The 2008 Big Ideas Forum on the Enlightenment Somali-born writer, activist and feminist Ayaan Hirsi Ali is best known for her explosive 2007 memoir, Infidel, which recounts a repressed and brutal childhood in a Muslim family, including being genitally mutilated by her devout grandmother. Having publicly lambasted both Islam and the prophet Mohammed, she has been the target of numerous death threats, and when she spoke recently at the Sydney Opera House, security was so tight that her presence at the event could only be announced that same morning.
Dr Arthur Herman is an historian and author, most recently of Gandhi and Churchill: The Epic Rivalry That Destroyed an Empire and Forged Our Age, and most famously of How the Scots Invented the Modern World. He has recently come to notoriety with a series of public statements and op-ed pieces arguing that climate change is a myth propagated by zealots, and will be proven by history to be as ideologically driven as eugenics was in the first half of the 20th Century.
Professor Frank Furedi is a sociologist, who founded the Revolutionary Communist party in Britain in 1970 (it was disbanded in 1997).
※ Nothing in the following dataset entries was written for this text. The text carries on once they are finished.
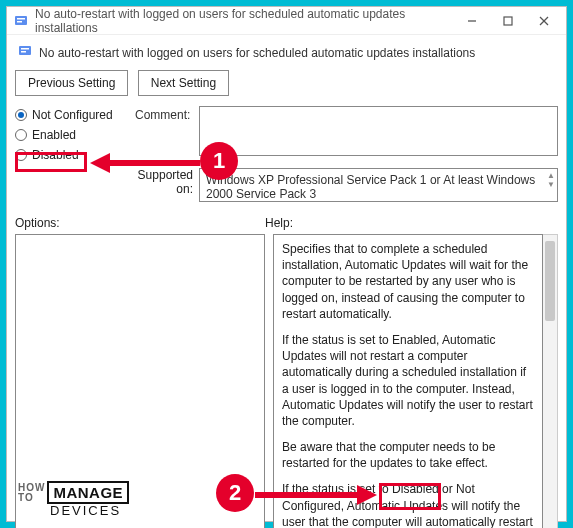  What do you see at coordinates (550, 281) in the screenshot?
I see `scrollbar-thumb` at bounding box center [550, 281].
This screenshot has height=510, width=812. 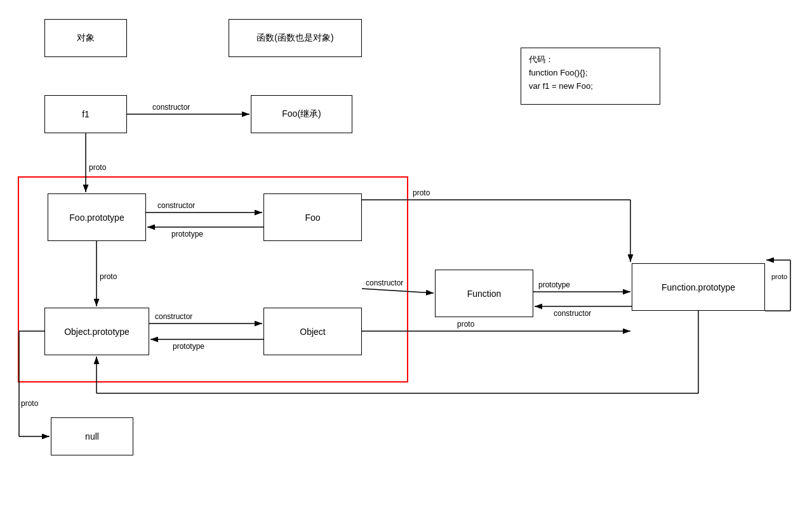 What do you see at coordinates (554, 285) in the screenshot?
I see `label-prototype-func-fp: prototype` at bounding box center [554, 285].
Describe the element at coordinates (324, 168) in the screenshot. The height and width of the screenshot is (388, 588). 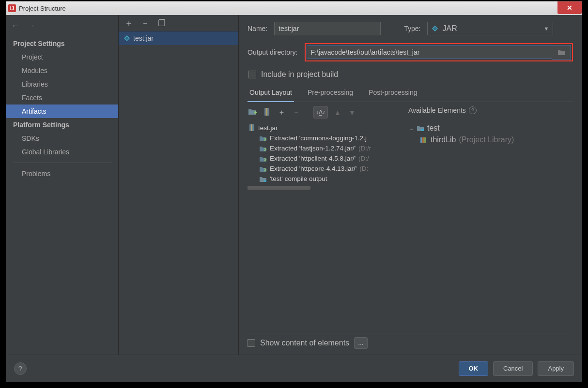
I see `tree-item: Extracted 'httpcore-4.4.13.jar/' (D:` at that location.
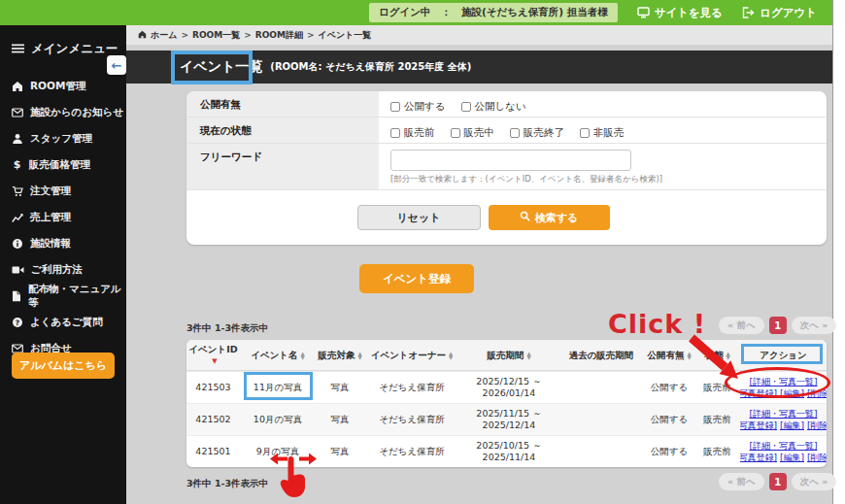 The width and height of the screenshot is (845, 504). Describe the element at coordinates (839, 252) in the screenshot. I see `page-right-gutter` at that location.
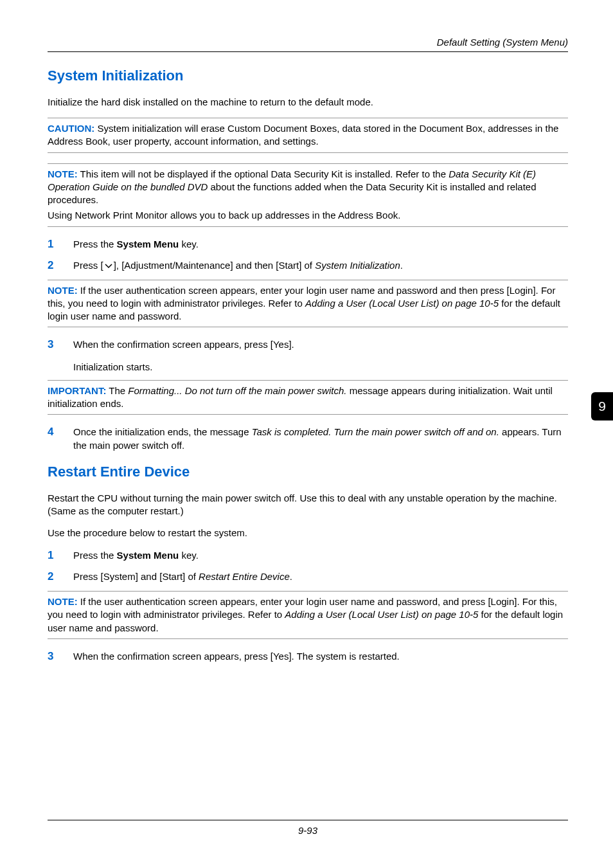  I want to click on chevron-down-icon, so click(109, 266).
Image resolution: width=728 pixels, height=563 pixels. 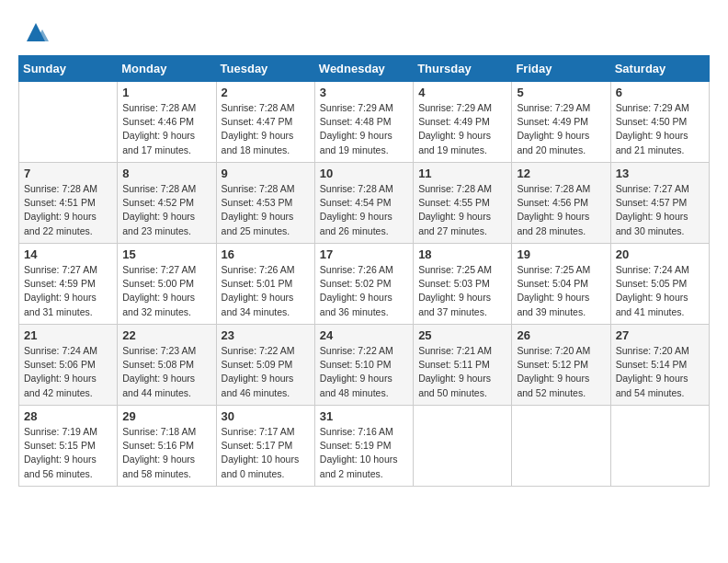 What do you see at coordinates (561, 210) in the screenshot?
I see `day-info: Sunrise: 7:28 AMSunset: 4:56 PMDaylight:…` at bounding box center [561, 210].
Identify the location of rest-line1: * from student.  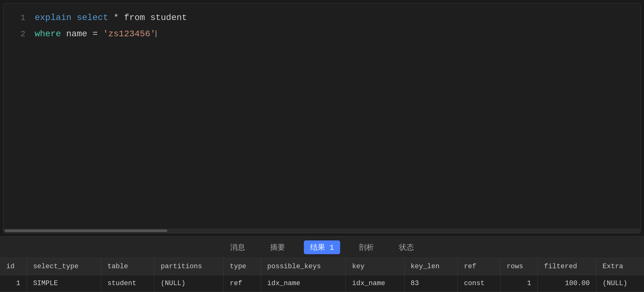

He has written extensively on the sociology of risk, and more recently has turned his attention to an idea that we’re living in a fear-soaked, overly cautious society, in which the state is over-regulating emotions such as fear and happiness.
What do these three, plus Chief Justice James Spigelman and University of Canterbury’s lecturer in the History and Philosophy of Music’s Jonathan Le Cocq, have in common?
They are all part of a panel, assembled by the Centre for Independent Studies, to discuss the topic: “Protecting the Legacy of Freedom: The Ideas of the Enlightenment in the 21st Century.”